3.5 stars rounded up

(clears throat and starts to sing)

How do you solve a problem like Ben Sedgwick? How do you catch a vicar and pin him down?

It Takes Two to Tumble features a charming, genial vicar caring for wayward, motherless children (who climb trees) while their father (a captain, no less and a stranger to his children) is away at sea. When the captain returns home for a brief visit, he is affronted at the audacity of seeing his rag tag mob of three doing things like laughing and enjoying themselves, and initially blames the vicar for allowing them to act like ruffians. The ruffians put a mouse their father's pocket and, the vicar warns, may put something in his bed at night. But the vicar and the captain fall in love, the children learn to love their father (as he learns to love them) and they live happily ever after. Oh, and the vicar quits his job at the abbey...er, the vicarage and they get married. Well, get married in the sense that they pledge their troth to each other - unofficially, of course - but still...

Does any of that sound a little familiar?

Look, I have no problem with an author borrowing from such great source material, giving it a twist and making it their own (see Alexis Hall's Billionaire series), but if you thin out the characters and leave loose ends, it all seems kind of pointless. This isn't a bad book by any means. It has a certain charm and likability, but it doesn't come close to measuring up to the author's previous series, so for me this book is a little disappointing.

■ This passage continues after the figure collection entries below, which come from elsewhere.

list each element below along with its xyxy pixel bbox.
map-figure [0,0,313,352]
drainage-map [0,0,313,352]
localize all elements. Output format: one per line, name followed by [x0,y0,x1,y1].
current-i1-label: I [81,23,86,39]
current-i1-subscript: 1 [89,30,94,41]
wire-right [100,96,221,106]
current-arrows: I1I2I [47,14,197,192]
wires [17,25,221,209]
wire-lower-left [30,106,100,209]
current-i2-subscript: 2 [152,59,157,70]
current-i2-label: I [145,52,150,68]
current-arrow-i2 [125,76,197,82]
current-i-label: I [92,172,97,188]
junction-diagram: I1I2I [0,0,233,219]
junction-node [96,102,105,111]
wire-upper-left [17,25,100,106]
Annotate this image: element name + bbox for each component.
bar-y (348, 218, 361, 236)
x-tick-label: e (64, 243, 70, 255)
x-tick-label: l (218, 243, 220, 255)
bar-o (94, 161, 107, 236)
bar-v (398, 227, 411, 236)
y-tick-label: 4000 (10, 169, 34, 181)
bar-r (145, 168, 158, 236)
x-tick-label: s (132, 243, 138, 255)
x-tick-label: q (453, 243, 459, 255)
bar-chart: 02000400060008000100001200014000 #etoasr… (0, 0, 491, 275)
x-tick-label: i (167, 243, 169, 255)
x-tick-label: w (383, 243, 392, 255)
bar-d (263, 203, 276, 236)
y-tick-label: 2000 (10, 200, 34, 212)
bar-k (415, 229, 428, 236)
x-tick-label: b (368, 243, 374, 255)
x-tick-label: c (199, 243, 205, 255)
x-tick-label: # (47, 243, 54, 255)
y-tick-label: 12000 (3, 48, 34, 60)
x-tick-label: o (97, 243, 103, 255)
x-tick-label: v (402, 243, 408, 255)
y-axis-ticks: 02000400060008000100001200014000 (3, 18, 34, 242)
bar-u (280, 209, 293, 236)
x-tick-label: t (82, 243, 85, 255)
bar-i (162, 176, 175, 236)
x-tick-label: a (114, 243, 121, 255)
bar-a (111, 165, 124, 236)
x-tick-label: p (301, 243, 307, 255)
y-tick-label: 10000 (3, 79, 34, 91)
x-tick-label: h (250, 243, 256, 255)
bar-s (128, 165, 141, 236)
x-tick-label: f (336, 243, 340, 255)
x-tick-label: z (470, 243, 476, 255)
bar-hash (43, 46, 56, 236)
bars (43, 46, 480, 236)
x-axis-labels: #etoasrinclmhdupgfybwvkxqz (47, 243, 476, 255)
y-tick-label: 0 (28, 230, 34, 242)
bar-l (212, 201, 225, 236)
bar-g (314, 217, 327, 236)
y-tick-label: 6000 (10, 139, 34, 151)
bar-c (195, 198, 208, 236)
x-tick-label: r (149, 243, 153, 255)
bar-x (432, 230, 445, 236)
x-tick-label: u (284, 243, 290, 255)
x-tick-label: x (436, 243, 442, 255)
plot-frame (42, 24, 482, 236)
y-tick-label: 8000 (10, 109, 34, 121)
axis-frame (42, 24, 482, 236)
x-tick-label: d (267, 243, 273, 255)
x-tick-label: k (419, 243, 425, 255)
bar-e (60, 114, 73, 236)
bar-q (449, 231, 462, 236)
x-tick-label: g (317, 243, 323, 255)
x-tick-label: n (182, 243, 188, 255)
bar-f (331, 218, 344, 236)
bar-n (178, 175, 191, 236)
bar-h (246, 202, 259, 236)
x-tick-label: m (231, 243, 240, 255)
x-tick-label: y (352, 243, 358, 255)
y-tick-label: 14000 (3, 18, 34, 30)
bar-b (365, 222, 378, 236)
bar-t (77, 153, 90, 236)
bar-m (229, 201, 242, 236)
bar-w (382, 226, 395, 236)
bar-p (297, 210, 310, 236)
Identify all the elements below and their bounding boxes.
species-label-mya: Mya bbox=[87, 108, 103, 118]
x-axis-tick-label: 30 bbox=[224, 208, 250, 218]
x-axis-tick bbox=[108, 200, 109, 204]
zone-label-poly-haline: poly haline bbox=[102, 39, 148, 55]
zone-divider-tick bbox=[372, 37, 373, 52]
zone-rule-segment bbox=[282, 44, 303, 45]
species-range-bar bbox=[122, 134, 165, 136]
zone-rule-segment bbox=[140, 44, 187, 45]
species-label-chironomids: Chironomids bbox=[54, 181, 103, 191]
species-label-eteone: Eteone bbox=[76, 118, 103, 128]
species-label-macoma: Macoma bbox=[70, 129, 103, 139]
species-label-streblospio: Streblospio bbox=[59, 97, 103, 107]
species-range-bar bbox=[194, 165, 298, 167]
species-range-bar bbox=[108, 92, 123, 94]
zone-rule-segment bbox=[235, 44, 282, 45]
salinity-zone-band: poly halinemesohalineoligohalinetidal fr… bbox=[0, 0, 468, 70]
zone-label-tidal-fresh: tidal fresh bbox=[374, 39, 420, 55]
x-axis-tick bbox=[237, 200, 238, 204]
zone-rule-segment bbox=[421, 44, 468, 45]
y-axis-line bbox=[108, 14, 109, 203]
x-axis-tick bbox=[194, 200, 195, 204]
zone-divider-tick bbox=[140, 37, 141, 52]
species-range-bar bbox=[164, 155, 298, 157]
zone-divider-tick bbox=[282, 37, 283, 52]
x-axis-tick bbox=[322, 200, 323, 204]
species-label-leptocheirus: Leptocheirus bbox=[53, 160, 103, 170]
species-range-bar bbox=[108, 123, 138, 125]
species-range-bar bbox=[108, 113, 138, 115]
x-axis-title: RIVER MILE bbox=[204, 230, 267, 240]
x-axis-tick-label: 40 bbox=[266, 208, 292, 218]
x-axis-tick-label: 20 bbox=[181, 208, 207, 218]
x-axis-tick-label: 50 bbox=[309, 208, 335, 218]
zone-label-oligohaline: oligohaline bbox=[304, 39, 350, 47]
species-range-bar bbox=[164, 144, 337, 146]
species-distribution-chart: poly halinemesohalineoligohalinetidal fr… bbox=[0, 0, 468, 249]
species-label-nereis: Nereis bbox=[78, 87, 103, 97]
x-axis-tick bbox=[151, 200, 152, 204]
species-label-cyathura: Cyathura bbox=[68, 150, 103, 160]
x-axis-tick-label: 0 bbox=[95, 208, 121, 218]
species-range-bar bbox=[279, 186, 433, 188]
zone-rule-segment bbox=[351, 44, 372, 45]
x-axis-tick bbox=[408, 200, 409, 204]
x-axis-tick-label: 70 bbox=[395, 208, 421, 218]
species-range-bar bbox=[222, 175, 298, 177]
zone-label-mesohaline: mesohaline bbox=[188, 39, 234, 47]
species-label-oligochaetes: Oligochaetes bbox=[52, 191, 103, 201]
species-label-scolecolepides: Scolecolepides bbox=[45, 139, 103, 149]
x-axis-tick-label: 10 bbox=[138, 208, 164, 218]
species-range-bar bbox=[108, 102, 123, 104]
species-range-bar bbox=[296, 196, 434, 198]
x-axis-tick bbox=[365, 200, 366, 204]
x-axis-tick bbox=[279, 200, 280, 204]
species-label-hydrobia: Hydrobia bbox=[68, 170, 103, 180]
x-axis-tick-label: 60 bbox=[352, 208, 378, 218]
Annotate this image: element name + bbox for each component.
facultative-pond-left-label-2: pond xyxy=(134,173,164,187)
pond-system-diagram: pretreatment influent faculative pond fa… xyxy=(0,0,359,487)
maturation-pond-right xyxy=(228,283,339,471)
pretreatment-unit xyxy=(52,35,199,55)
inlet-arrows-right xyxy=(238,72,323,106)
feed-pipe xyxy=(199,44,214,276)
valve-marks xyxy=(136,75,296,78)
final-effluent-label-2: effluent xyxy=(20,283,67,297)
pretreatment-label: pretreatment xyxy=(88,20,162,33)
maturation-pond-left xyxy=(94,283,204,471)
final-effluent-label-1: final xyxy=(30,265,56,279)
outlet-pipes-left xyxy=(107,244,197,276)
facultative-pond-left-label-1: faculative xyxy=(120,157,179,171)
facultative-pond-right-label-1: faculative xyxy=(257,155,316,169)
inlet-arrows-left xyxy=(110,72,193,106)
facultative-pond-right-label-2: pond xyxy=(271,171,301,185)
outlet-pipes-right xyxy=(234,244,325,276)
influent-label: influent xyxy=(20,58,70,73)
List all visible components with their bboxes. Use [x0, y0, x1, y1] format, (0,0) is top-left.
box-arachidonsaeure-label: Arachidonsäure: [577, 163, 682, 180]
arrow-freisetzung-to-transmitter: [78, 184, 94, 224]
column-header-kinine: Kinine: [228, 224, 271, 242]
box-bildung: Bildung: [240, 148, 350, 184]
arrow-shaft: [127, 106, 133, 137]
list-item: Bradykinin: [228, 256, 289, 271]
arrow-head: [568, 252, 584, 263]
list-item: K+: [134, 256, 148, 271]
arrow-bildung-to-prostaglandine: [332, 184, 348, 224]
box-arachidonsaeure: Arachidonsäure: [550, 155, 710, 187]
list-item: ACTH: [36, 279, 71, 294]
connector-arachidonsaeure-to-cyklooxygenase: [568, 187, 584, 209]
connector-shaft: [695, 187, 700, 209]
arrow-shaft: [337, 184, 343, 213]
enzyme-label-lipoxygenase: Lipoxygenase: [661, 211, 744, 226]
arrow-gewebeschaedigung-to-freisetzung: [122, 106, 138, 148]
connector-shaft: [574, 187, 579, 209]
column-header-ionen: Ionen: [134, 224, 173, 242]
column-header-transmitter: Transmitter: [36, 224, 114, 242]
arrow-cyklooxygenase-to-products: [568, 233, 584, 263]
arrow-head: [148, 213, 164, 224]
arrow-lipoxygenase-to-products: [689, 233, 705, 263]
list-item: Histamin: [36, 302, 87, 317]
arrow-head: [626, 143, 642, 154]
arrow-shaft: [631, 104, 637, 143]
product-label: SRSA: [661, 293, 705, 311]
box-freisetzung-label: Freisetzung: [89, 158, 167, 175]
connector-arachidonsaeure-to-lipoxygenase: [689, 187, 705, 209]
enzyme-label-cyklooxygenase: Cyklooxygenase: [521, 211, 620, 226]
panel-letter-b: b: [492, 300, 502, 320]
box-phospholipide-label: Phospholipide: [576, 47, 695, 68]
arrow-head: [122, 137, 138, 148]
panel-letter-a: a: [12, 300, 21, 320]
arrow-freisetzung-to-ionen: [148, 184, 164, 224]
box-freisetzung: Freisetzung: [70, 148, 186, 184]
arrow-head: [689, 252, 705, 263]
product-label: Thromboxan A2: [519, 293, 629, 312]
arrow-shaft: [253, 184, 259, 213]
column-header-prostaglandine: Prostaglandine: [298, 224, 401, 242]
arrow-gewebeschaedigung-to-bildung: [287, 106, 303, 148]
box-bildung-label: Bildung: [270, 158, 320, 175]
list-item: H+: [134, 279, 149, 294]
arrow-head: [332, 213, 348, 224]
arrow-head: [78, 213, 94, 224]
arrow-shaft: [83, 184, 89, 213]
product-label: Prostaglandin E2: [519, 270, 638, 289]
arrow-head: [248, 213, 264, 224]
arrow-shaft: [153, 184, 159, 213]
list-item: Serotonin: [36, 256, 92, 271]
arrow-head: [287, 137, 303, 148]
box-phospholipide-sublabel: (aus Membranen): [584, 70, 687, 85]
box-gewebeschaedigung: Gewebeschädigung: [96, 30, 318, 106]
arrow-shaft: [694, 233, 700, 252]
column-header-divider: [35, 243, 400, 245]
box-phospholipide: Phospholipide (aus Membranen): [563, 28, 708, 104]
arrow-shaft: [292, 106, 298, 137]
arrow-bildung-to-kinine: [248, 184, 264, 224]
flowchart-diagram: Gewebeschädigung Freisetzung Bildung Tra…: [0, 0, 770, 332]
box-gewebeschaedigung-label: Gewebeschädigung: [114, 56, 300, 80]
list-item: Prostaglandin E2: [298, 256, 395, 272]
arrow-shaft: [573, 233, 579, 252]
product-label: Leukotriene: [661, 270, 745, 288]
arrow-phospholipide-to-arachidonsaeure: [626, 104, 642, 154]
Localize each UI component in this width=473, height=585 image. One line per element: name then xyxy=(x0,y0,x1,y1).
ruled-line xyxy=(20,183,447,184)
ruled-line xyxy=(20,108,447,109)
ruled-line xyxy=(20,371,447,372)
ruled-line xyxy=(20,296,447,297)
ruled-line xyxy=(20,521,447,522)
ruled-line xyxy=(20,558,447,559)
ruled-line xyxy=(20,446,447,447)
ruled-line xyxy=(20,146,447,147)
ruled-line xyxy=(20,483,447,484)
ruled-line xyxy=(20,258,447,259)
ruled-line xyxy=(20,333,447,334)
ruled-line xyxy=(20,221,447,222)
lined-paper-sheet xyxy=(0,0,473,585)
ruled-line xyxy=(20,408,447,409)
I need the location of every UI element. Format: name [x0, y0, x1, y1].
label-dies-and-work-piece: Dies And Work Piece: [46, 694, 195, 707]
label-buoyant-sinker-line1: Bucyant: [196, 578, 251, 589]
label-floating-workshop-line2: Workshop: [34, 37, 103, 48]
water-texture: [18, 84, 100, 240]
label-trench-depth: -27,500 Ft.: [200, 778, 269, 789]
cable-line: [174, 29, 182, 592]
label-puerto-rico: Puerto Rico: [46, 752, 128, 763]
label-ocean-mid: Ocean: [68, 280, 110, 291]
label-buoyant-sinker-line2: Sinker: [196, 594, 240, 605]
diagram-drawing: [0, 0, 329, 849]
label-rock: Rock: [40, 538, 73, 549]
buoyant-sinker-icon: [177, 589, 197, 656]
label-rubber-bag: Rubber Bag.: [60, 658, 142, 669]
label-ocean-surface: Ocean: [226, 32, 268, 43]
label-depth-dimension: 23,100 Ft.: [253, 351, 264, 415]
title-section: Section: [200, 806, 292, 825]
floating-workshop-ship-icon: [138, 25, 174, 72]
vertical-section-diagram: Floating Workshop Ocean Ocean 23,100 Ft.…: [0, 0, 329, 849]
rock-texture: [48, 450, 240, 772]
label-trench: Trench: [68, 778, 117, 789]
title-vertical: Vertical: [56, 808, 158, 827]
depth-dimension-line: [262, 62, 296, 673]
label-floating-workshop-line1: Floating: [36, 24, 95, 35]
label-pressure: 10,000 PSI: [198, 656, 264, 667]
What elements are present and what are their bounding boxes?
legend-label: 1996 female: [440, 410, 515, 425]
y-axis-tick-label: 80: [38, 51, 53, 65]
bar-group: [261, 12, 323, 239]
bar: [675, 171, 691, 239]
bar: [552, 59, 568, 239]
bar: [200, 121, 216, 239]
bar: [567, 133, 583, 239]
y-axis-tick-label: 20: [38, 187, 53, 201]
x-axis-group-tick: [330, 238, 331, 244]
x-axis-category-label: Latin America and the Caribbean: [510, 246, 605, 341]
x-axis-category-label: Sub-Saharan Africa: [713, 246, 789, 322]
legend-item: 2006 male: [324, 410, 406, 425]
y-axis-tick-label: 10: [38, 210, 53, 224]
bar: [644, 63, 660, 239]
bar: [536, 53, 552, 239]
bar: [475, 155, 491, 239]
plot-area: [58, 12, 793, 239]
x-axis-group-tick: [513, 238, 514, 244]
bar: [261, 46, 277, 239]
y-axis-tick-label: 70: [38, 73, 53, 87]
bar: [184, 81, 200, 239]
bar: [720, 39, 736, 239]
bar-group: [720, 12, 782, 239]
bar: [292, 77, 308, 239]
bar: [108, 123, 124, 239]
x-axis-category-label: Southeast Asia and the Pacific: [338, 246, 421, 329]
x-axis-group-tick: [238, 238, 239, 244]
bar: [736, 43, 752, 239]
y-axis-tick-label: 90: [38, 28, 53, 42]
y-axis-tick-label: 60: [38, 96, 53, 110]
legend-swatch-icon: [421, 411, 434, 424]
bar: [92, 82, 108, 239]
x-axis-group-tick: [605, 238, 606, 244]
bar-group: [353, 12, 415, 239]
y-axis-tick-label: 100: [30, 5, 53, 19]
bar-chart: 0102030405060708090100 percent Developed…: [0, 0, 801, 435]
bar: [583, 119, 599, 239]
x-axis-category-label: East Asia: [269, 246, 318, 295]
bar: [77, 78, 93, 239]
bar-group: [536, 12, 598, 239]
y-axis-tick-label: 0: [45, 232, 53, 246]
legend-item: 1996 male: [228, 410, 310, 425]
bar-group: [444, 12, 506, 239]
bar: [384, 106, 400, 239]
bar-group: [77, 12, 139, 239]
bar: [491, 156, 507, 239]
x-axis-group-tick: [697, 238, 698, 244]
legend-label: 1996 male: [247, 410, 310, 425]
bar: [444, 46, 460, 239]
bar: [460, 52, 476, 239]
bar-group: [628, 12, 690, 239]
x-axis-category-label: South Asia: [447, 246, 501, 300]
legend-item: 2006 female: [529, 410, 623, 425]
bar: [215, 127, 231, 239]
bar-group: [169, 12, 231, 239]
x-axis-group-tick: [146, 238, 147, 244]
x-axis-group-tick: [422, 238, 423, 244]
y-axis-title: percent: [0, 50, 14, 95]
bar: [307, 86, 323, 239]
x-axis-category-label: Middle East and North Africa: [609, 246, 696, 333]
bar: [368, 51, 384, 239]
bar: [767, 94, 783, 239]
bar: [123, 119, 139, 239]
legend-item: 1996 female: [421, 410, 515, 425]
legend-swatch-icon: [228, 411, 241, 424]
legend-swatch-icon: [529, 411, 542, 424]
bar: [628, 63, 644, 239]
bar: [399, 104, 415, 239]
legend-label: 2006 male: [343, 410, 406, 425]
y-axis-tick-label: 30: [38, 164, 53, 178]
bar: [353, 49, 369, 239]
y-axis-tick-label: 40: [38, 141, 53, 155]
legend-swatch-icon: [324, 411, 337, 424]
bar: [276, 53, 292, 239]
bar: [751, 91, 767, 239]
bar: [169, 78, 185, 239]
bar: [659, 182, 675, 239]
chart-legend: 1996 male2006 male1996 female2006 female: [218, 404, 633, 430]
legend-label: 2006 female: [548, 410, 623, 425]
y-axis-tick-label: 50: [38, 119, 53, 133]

Maybe my expectations were too high, but that's only because I have read Cat Sebastian's other books and thoroughly enjoyed them. She makes her characters work hard for their HEA's but never at the cost of being too angsty or insufferable. You always feel like you've gone on a journey with them as they discover things about themselves they never realized. In this book, though, I didn't feel that same tension, that same level of engagement. Plus, the side characters had things wrapped up so neatly, it was almost eye-rolling.

I'm giving this 3.5 stars because even a not-so-great Cat Sebastian book is still better than a lot of books I've read this year. But I still maintain it's not up to her usual standards.